--- Raw data Enclosed Below ---

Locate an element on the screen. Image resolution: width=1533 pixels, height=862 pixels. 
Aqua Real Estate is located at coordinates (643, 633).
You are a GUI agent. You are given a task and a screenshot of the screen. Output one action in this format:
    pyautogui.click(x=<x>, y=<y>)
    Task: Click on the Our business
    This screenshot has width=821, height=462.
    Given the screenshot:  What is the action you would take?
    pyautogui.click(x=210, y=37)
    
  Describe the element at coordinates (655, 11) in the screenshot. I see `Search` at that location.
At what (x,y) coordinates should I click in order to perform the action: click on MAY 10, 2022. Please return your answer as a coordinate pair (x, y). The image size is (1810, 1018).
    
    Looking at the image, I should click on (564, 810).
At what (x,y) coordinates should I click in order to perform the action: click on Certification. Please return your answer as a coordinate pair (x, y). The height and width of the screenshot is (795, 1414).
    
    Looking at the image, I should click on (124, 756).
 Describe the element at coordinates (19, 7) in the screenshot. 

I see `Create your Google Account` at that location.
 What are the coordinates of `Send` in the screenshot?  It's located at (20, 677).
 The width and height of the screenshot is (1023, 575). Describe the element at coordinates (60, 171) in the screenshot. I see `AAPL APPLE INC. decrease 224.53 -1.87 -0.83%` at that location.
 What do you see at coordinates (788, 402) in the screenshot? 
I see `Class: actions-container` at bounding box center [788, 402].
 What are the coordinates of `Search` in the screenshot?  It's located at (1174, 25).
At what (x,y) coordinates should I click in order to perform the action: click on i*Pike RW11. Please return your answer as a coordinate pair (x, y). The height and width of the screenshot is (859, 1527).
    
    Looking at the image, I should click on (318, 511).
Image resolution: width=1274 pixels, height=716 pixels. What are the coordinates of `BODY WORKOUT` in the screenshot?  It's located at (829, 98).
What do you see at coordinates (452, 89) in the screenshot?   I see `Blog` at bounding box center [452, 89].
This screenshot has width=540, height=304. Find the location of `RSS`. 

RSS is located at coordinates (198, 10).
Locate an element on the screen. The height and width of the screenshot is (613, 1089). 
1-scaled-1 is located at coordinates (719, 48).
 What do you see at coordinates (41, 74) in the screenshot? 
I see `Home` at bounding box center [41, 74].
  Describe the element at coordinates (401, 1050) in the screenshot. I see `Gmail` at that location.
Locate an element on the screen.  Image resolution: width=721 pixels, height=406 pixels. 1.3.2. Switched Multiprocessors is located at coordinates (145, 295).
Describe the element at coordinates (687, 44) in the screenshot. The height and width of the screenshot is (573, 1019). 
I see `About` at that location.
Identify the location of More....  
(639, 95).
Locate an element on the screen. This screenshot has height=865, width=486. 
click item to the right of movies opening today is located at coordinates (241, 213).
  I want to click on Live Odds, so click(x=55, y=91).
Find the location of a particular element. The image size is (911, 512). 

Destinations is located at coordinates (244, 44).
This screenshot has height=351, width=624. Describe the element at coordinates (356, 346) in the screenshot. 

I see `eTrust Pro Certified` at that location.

--- End of Enclosed Raw data ---

▶ **Exercise description**: Repeat the data. Leave nothing out and change nothing.

▶ **Written answer**:
Locate an element on the screen. Image resolution: width=1533 pixels, height=862 pixels. 
Aqua Real Estate is located at coordinates (643, 633).
You are a GUI agent. You are given a task and a screenshot of the screen. Output one action in this format:
    pyautogui.click(x=<x>, y=<y>)
    Task: Click on the Our business
    This screenshot has width=821, height=462.
    Given the screenshot:  What is the action you would take?
    pyautogui.click(x=210, y=37)
    
  Describe the element at coordinates (655, 11) in the screenshot. I see `Search` at that location.
At what (x,y) coordinates should I click in order to perform the action: click on MAY 10, 2022. Please return your answer as a coordinate pair (x, y). The image size is (1810, 1018).
    
    Looking at the image, I should click on (564, 810).
At what (x,y) coordinates should I click in order to perform the action: click on Certification. Please return your answer as a coordinate pair (x, y). The height and width of the screenshot is (795, 1414).
    
    Looking at the image, I should click on (124, 756).
 Describe the element at coordinates (19, 7) in the screenshot. 

I see `Create your Google Account` at that location.
 What are the coordinates of `Send` in the screenshot?  It's located at (20, 677).
 The width and height of the screenshot is (1023, 575). Describe the element at coordinates (60, 171) in the screenshot. I see `AAPL APPLE INC. decrease 224.53 -1.87 -0.83%` at that location.
 What do you see at coordinates (788, 402) in the screenshot? 
I see `Class: actions-container` at bounding box center [788, 402].
 What are the coordinates of `Search` in the screenshot?  It's located at (1174, 25).
At what (x,y) coordinates should I click in order to perform the action: click on i*Pike RW11. Please return your answer as a coordinate pair (x, y). The height and width of the screenshot is (859, 1527).
    
    Looking at the image, I should click on (318, 511).
Image resolution: width=1274 pixels, height=716 pixels. What are the coordinates of `BODY WORKOUT` in the screenshot?  It's located at (829, 98).
What do you see at coordinates (452, 89) in the screenshot?   I see `Blog` at bounding box center [452, 89].
This screenshot has width=540, height=304. Find the location of `RSS`. 

RSS is located at coordinates (198, 10).
Locate an element on the screen. The height and width of the screenshot is (613, 1089). 
1-scaled-1 is located at coordinates (719, 48).
 What do you see at coordinates (41, 74) in the screenshot? 
I see `Home` at bounding box center [41, 74].
  Describe the element at coordinates (401, 1050) in the screenshot. I see `Gmail` at that location.
Locate an element on the screen.  Image resolution: width=721 pixels, height=406 pixels. 1.3.2. Switched Multiprocessors is located at coordinates (145, 295).
Describe the element at coordinates (687, 44) in the screenshot. The height and width of the screenshot is (573, 1019). 
I see `About` at that location.
Identify the location of More....  
(639, 95).
Locate an element on the screen. This screenshot has height=865, width=486. 
click item to the right of movies opening today is located at coordinates (241, 213).
  I want to click on Live Odds, so click(x=55, y=91).
Find the location of a particular element. The image size is (911, 512). 

Destinations is located at coordinates (244, 44).
This screenshot has height=351, width=624. Describe the element at coordinates (356, 346) in the screenshot. 

I see `eTrust Pro Certified` at that location.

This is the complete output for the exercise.